Much as Silicon Valley sees itself as the epicenter of high-tech, plenty of technology hubs dot the United States, each with a distinct vertical market that feeds the industry. Charleston, S.C. (aka “Silicon Harbor”), Phoenix (“Silicon Desert”), and a wide swath of the Midwest (“Silicon Prairie”) are testaments to regions that have produced significant companies while largely avoiding the suffocating cost-of-living, traffic snarls, and hyper-competitiveness that dog Silicon Valley, Seattle, New York, and Austin tech workers. [The median cost of a house in Birmingham is $218,577, according to the Alabama Center for Real Estate. That is roughly $1 million less, on average, than San Francisco.]

Birmingham has relied on the banking, insurance, and automotive industries for decades but there are signs of tech’s emergence beyond the depot and Shipt. In June, Amazon announced plans to build an 855,000-square-foot fulfillment center that will employ 1,500.

Like most cities trying to attract tech companies, Birmingham has relied on public-private partnerships-a $15 million effort renovated the old Sears facility that is now home to the Innovation Depot-and the influence of its largest employer (23,000), the University of Alabama at Birmingham. The city is also mulling a direct flight to San Francisco, so as to encourage Silicon Valley companies to establish secondary offices in Alabama. [Shipt has a San Francisco office.]

The sleeping giant in all this is University of Alabama at Birmingham, whose economic impact on the city is about $7 billion annually.

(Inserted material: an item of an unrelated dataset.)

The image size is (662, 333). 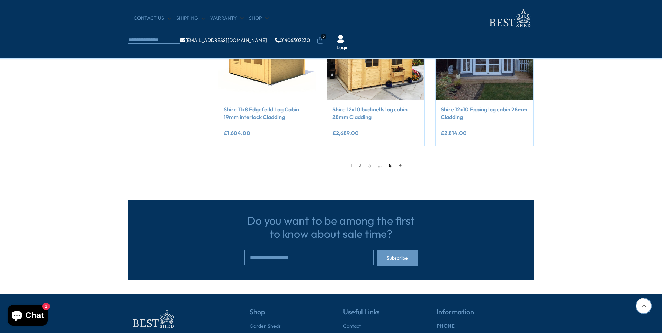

It just opened the Bill Harbert Institute for Innovation and Entrepreneurship in hopes of creating a culture that “fosters innovation and entrepreneurship” that works within the framework of the community, says its executive director , Kathy Nugent.

“We want UAB to be a pipeline to the city’s developing tech hub,” she says.

In short, Nugent wants to make UAB a launching pad for the city’s next generation of tech startups.

She points to Ph.D. computer-science candidate Weida Tan, who started Fledging, maker of solid-state storage drives for Apple computers, while in school. “Starting a company is more affordable in Alabama,” he says. “If we try to do the same in California, we would have to raise prices to sell products to meet tax costs.”

Change doesn’t occur overnight, but for downtown Birmingham it is noticeable.

“It was a ghost town” in 2013 when Smith, a Birmingham native, bought the downtown building now housing Shipt, he says. “Now, it is very vibrant, with new hotels, restaurants and thousands of new apartment units built the past five years.”

“Tech is the fastest-growing industry here,” Smith says. “You will soon find names of that industry on the top of buildings downtown besides those of banks and insurance companies.”